Smog Clogs Arteries: Pollution does lasting harm to blood vessels
By David Shiga
There’s a new reason to worry about air pollution. Known for many years to harm the lungs, air pollution also damages the circulatory system, a study now suggests.
A reexamination of data collected for various health care trials in the Los Angeles area indicates that the more air pollution there is around a person’s home, the thicker the walls of his or her carotid artery become. Thickened artery walls are a leading risk factor for heart attacks and strokes.
Nino Künzli of the University of Southern California in Los Angeles and his collaborators carried out the study, scheduled for an upcoming Environmental Health Perspectives.
Animal studies have previously shown that air pollution—specifically small dust particles less than 2.5 micrometers across—irritates the lungs and provokes inflammation of the blood vessels. Over time, inflammation of the arteries leads to the thickening and hardening of the artery walls, or atherosclerosis.
C. Arden Pope III of Brigham Young University in Provo, Utah, says that constant exposure to air pollution probably keeps people’s arteries slightly inflamed. In the Jan. 6 Circulation, Pope and his colleagues reported that long-term exposure to air pollution increases a person’s risk of dying of a heart attack or stroke. The authors suggested, but couldn’t prove at the time, that the air pollution was causing atherosclerosis.
The Los Angeles study has now demonstrated the specific link between air pollution and atherosclerosis, Pope says.
Künzli and his colleagues used instrument recordings around Los Angeles and land-use data from the area to estimate the amount of air pollution at the home of each of the 798 people in the study.
Atherosclerosis progresses on a timescale of years or decades, so it’s likely that the differences seen in the study took a long time to develop. “But whether this is half a year, a year, 10 years, or a lifetime—that’s difficult to answer,” says Künzli.
An important question to investigate now, Pope says, is whether the damage can be reversed. “If we clean the communities up, or if I move to a clean community, will I recover?” he asks. He suspects a reversal is possible because scientists have observed such an effect in studies of atherosclerosis caused by smoking.
To further describe the link between people’s exposure to air pollution and cardiovascular conditions, the Environmental Protection Agency is now funding a study in which University of Washington researchers will track 8,700 people for 10 years.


What is needed:
For each line in the data below that holds "label", return a copy.

Extracts from a graphics dataset

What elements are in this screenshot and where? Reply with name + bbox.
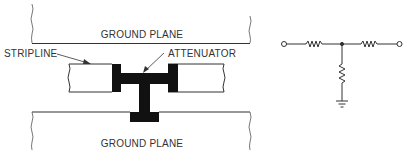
top-ground-plane-label: GROUND PLANE (101, 29, 184, 40)
attenuator-label: ATTENUATOR (168, 48, 236, 59)
series-resistor-right-icon (361, 41, 377, 47)
series-resistor-left-icon (306, 41, 322, 47)
stripline-left-segment (68, 64, 112, 92)
attenuator-ground-foot (130, 112, 159, 122)
top-ground-plane-left-break (31, 4, 33, 43)
input-terminal-icon (282, 42, 287, 47)
t-network-schematic (282, 41, 403, 107)
top-ground-plane: GROUND PLANE (31, 4, 251, 44)
stripline-attenuator-diagram: GROUND PLANE GROUND PLANE STRIPLINE (0, 0, 411, 165)
output-terminal-icon (397, 42, 402, 47)
stripline-leader-line (57, 54, 88, 63)
ground-symbol-icon (336, 101, 348, 107)
attenuator-arrowhead (143, 66, 149, 73)
stripline-label: STRIPLINE (4, 48, 58, 59)
top-ground-plane-right-break (249, 16, 251, 43)
bottom-ground-plane-label: GROUND PLANE (101, 138, 184, 149)
stripline-arrowhead (83, 59, 91, 64)
attenuator-leader-line (146, 53, 164, 70)
bottom-ground-plane-left-break (31, 112, 33, 150)
shunt-resistor-icon (339, 64, 345, 83)
attenuator-element (112, 64, 178, 122)
bottom-ground-plane-right-break (249, 112, 251, 150)
physical-layout: GROUND PLANE GROUND PLANE STRIPLINE (4, 4, 251, 150)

Your response:
top-ground-plane-label: GROUND PLANE (101, 29, 184, 40)
attenuator-label: ATTENUATOR (168, 48, 236, 59)
stripline-label: STRIPLINE (4, 48, 58, 59)
bottom-ground-plane-label: GROUND PLANE (101, 138, 184, 149)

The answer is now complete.